One month with a MacBook Pro
Published 1 July 2006
Hi! You've stumbled upon a blog post by a guy named Ryan. I'm not that guy anymore, but I've left his posts around because cool URIs don't change and to remind me how much I've learned and grown over time.
Ryan was a well-meaning but naïve and priviledged person. His views don't necessarily represent the views of anyone.
I had been putting it off for ages, but finally gave in. Or perhaps “gave out” would be a better term. The five-year-old 800MHz PowerBook G4 that I graciously received from my last job—the one with the not-so-insignificantly cracked case; the one sporting a EFF sticker; the one with frequent bouts of epilepsy—has been retired. I could no longer cope with the imminent fear of hard drive crashes and data loss.
While I had been salivating over the Apple Store for months, admittedly I don't think now is a good time to buy, especially when you work in a design firm. Already in entering eyeball-depth debt, I figured I had to skimp on a few things … 7200 RPM discs … extra RAM. This was a bad idea.
Adobe and Rosetta are not friends
All I wanted to do was close a file. Albeit a big one, but still—⌘+tab, ⌘+w—no big deal, right? Wrong. It took seven minutes to switch from Flash to Illustrator and close a file. Seven minutes. Seven.
Seven, coincidentally, is the hour that evening when the tech at CompUSA installed the 2 gigabytes of RAM I should have bought in the first place.
I figured moving from a TiBook 800MHz to a 2.0GHz MacBook Pro would show some kind of performance boost. And it did… but not really. My impressions:
- Flash is genuinely snappy. I'm not sure how, but for all of my other gripes, Flash performs as well as can be expected.
- For general use, Photoshop and Illustrator have slightly better performance than my old machine. While working in one application, the menus are snappier and the rendering only suffers from a tiny bit of lag.
- When working with multiple applications, they wet themselves. Rebuilding panels when tabbing between applications takes an absurd amount of time, and having more than one Adobe application open with Rosetta is painful.
- Using any Rosetta application makes everything worse. Having Rosetta applications gobble upRAM very quickly, and can make the machine seize up even when they are not active.
All of these problems were magnified while running with only 512MB of RAM. Intel OS X seriously chugs on that little RAM even without Rosetta running—anyone planning on using their computer for more than e-mail, browsing, media and word processing should consider investing in more.
There is hope
I was surprised at just how many applications are already available as universal binaries. Almost everything I've needed (with Office and CS2 the notable exceptions) I've been able to get as a Universal Binary. Even odd stuff like Mac GPG and its Mail.app plugin.
Flirting with the dark side
It took a few weeks before I broke down and did it, but with CSS there is no other way. A few weeks after purchasing my MacBook, I went to the Student Union and purchased a license for Windows XP (boo! hiss!). Seriously—how does anyone using this operating system get anything done? (To be fair, the crappy user interfaces, spyware, spamware and viruses probably keep people from blogging, creating ringtones with GarageBand or cataloging all of their books in a library program). This brings me to my points:
- Microsoft! I'm not a criminal!
- I don't want to waste my cell phone minutes on you.
Seriously. These jerks have made it such that every time I have to re-install the OS (three times and counting, as I play with partition sizes and virtualization) Microsoft makes me call them to activate Windows. They also make me enter my entire address just to install the software. Who do they think they are? I paid for Windows, now leave me alone. I hope the Darwine guys get on their horses. If Microsoft never sees another dollar of my money, I will die a happy man.
That said, Parallels Desktop for Mac blows sliced bread out of the water. I was skeptical. It's really that good (until Leopard comes out, that is).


What the task asks
Tally every line of the material where "name" occurs, then write the total by itself.

Provided information

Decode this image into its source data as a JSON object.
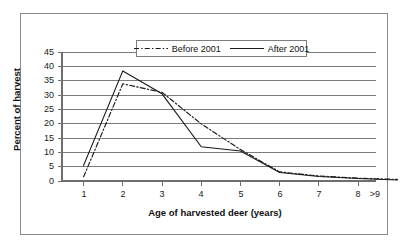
{
  "chart_data": {
    "type": "line",
    "title": "",
    "xlabel": "Age of harvested deer (years)",
    "ylabel": "Percent of harvest",
    "categories": [
      "1",
      "2",
      "3",
      "4",
      "5",
      "6",
      "7",
      "8",
      ">9"
    ],
    "x_tick_labels": [
      "1",
      "2",
      "3",
      "4",
      "5",
      "6",
      "7",
      "8",
      ">9"
    ],
    "y_tick_labels": [
      "0",
      "5",
      "10",
      "15",
      "20",
      "25",
      "30",
      "35",
      "40",
      "45"
    ],
    "y_ticks": [
      0,
      5,
      10,
      15,
      20,
      25,
      30,
      35,
      40,
      45
    ],
    "ylim": [
      0,
      45
    ],
    "grid": "horizontal",
    "legend_position": "top-center",
    "series": [
      {
        "name": "Before 2001",
        "style": "dash-dot",
        "color": "#1a1a1a",
        "values": [
          1.5,
          34.0,
          31.0,
          20.0,
          11.0,
          3.2,
          1.8,
          1.0,
          0.6
        ]
      },
      {
        "name": "After 2001",
        "style": "solid",
        "color": "#1a1a1a",
        "values": [
          5.5,
          38.5,
          30.5,
          12.0,
          10.5,
          3.0,
          1.6,
          0.9,
          0.4
        ]
      }
    ]
  },
  "legend": {
    "entries": [
      {
        "label": "Before 2001",
        "swatch": "dash-dot-line-icon"
      },
      {
        "label": "After 2001",
        "swatch": "solid-line-icon"
      }
    ]
  },
  "axes": {
    "x_title": "Age of harvested deer (years)",
    "y_title": "Percent of harvest"
  },
  "colors": {
    "line": "#1a1a1a",
    "grid": "#7a7a7a",
    "axis": "#6e6e6e",
    "frame": "#8a8a8a",
    "background": "#ffffff"
  }
}
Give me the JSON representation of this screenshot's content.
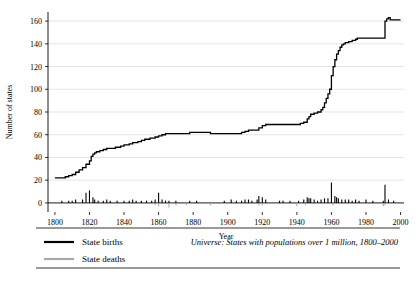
{
  "chart_data": {
    "type": "line",
    "title": "",
    "xlabel": "Year",
    "ylabel": "Number of states",
    "xlim": [
      1796,
      2002
    ],
    "ylim": [
      -8,
      168
    ],
    "xticks": [
      1800,
      1820,
      1840,
      1860,
      1880,
      1900,
      1920,
      1940,
      1960,
      1980,
      2000
    ],
    "yticks": [
      0,
      20,
      40,
      60,
      80,
      100,
      120,
      140,
      160
    ],
    "grid": "horizontal",
    "legend_position": "bottom-left",
    "series": [
      {
        "name": "State births",
        "color": "#000000",
        "kind": "cumulative-line-plus-spikes",
        "points": [
          [
            1800,
            22
          ],
          [
            1805,
            22
          ],
          [
            1806,
            23
          ],
          [
            1808,
            24
          ],
          [
            1810,
            25
          ],
          [
            1812,
            27
          ],
          [
            1814,
            29
          ],
          [
            1816,
            31
          ],
          [
            1818,
            34
          ],
          [
            1820,
            37
          ],
          [
            1821,
            41
          ],
          [
            1822,
            43
          ],
          [
            1823,
            44
          ],
          [
            1824,
            45
          ],
          [
            1826,
            46
          ],
          [
            1828,
            47
          ],
          [
            1830,
            48
          ],
          [
            1832,
            48
          ],
          [
            1835,
            49
          ],
          [
            1838,
            50
          ],
          [
            1840,
            51
          ],
          [
            1843,
            52
          ],
          [
            1845,
            53
          ],
          [
            1848,
            54
          ],
          [
            1850,
            55
          ],
          [
            1852,
            56
          ],
          [
            1855,
            57
          ],
          [
            1858,
            58
          ],
          [
            1860,
            59
          ],
          [
            1862,
            60
          ],
          [
            1864,
            61
          ],
          [
            1866,
            61
          ],
          [
            1870,
            61
          ],
          [
            1875,
            61
          ],
          [
            1878,
            62
          ],
          [
            1880,
            62
          ],
          [
            1885,
            62
          ],
          [
            1890,
            61
          ],
          [
            1895,
            61
          ],
          [
            1900,
            61
          ],
          [
            1905,
            61
          ],
          [
            1908,
            62
          ],
          [
            1910,
            63
          ],
          [
            1912,
            64
          ],
          [
            1914,
            64
          ],
          [
            1915,
            64
          ],
          [
            1918,
            66
          ],
          [
            1920,
            68
          ],
          [
            1922,
            69
          ],
          [
            1925,
            69
          ],
          [
            1930,
            69
          ],
          [
            1935,
            69
          ],
          [
            1938,
            69
          ],
          [
            1940,
            69
          ],
          [
            1942,
            70
          ],
          [
            1944,
            71
          ],
          [
            1946,
            74
          ],
          [
            1947,
            76
          ],
          [
            1948,
            78
          ],
          [
            1950,
            79
          ],
          [
            1952,
            80
          ],
          [
            1954,
            82
          ],
          [
            1955,
            84
          ],
          [
            1956,
            88
          ],
          [
            1957,
            92
          ],
          [
            1958,
            96
          ],
          [
            1959,
            100
          ],
          [
            1960,
            112
          ],
          [
            1961,
            120
          ],
          [
            1962,
            126
          ],
          [
            1963,
            131
          ],
          [
            1964,
            134
          ],
          [
            1965,
            137
          ],
          [
            1966,
            139
          ],
          [
            1967,
            140
          ],
          [
            1968,
            141
          ],
          [
            1970,
            142
          ],
          [
            1972,
            143
          ],
          [
            1974,
            144
          ],
          [
            1975,
            145
          ],
          [
            1976,
            145
          ],
          [
            1978,
            145
          ],
          [
            1980,
            145
          ],
          [
            1985,
            145
          ],
          [
            1988,
            145
          ],
          [
            1990,
            145
          ],
          [
            1991,
            160
          ],
          [
            1992,
            162
          ],
          [
            1993,
            163
          ],
          [
            1994,
            161
          ],
          [
            1996,
            161
          ],
          [
            1998,
            161
          ],
          [
            2000,
            161
          ]
        ],
        "spikes": [
          [
            1804,
            2
          ],
          [
            1808,
            2
          ],
          [
            1810,
            2
          ],
          [
            1812,
            3
          ],
          [
            1816,
            3
          ],
          [
            1818,
            9
          ],
          [
            1820,
            11
          ],
          [
            1822,
            5
          ],
          [
            1823,
            3
          ],
          [
            1825,
            2
          ],
          [
            1828,
            2
          ],
          [
            1830,
            3
          ],
          [
            1832,
            2
          ],
          [
            1836,
            2
          ],
          [
            1840,
            2
          ],
          [
            1843,
            2
          ],
          [
            1845,
            3
          ],
          [
            1847,
            2
          ],
          [
            1850,
            2
          ],
          [
            1853,
            2
          ],
          [
            1856,
            2
          ],
          [
            1858,
            3
          ],
          [
            1860,
            9
          ],
          [
            1862,
            3
          ],
          [
            1864,
            2
          ],
          [
            1866,
            2
          ],
          [
            1870,
            2
          ],
          [
            1878,
            2
          ],
          [
            1882,
            2
          ],
          [
            1898,
            2
          ],
          [
            1902,
            3
          ],
          [
            1905,
            2
          ],
          [
            1908,
            2
          ],
          [
            1910,
            3
          ],
          [
            1912,
            3
          ],
          [
            1914,
            2
          ],
          [
            1917,
            3
          ],
          [
            1918,
            6
          ],
          [
            1920,
            5
          ],
          [
            1922,
            3
          ],
          [
            1930,
            2
          ],
          [
            1932,
            2
          ],
          [
            1936,
            2
          ],
          [
            1941,
            2
          ],
          [
            1944,
            3
          ],
          [
            1946,
            5
          ],
          [
            1947,
            4
          ],
          [
            1948,
            4
          ],
          [
            1950,
            3
          ],
          [
            1952,
            2
          ],
          [
            1954,
            3
          ],
          [
            1956,
            4
          ],
          [
            1958,
            4
          ],
          [
            1960,
            18
          ],
          [
            1962,
            6
          ],
          [
            1963,
            5
          ],
          [
            1964,
            4
          ],
          [
            1966,
            3
          ],
          [
            1968,
            3
          ],
          [
            1970,
            3
          ],
          [
            1972,
            2
          ],
          [
            1974,
            3
          ],
          [
            1976,
            2
          ],
          [
            1980,
            3
          ],
          [
            1984,
            2
          ],
          [
            1990,
            2
          ],
          [
            1991,
            16
          ],
          [
            1993,
            3
          ],
          [
            1996,
            2
          ]
        ]
      },
      {
        "name": "State deaths",
        "color": "#a8a8a8",
        "kind": "spikes-below-axis",
        "spikes": [
          [
            1806,
            -1
          ],
          [
            1810,
            -1
          ],
          [
            1822,
            -1
          ],
          [
            1840,
            -1
          ],
          [
            1848,
            -1
          ],
          [
            1858,
            -2
          ],
          [
            1860,
            -3
          ],
          [
            1866,
            -4
          ],
          [
            1870,
            -2
          ],
          [
            1876,
            -2
          ],
          [
            1890,
            -2
          ],
          [
            1900,
            -1
          ],
          [
            1918,
            -2
          ],
          [
            1920,
            -2
          ],
          [
            1940,
            -3
          ],
          [
            1945,
            -2
          ],
          [
            1958,
            -1
          ],
          [
            1961,
            -2
          ],
          [
            1963,
            -1
          ],
          [
            1975,
            -1
          ],
          [
            1990,
            -3
          ],
          [
            1991,
            -2
          ]
        ]
      }
    ],
    "legend": [
      {
        "label": "State births",
        "color": "#000000"
      },
      {
        "label": "State deaths",
        "color": "#a8a8a8"
      }
    ],
    "note": "Universe: States with populations over 1 million, 1800–2000"
  }
}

Solution
4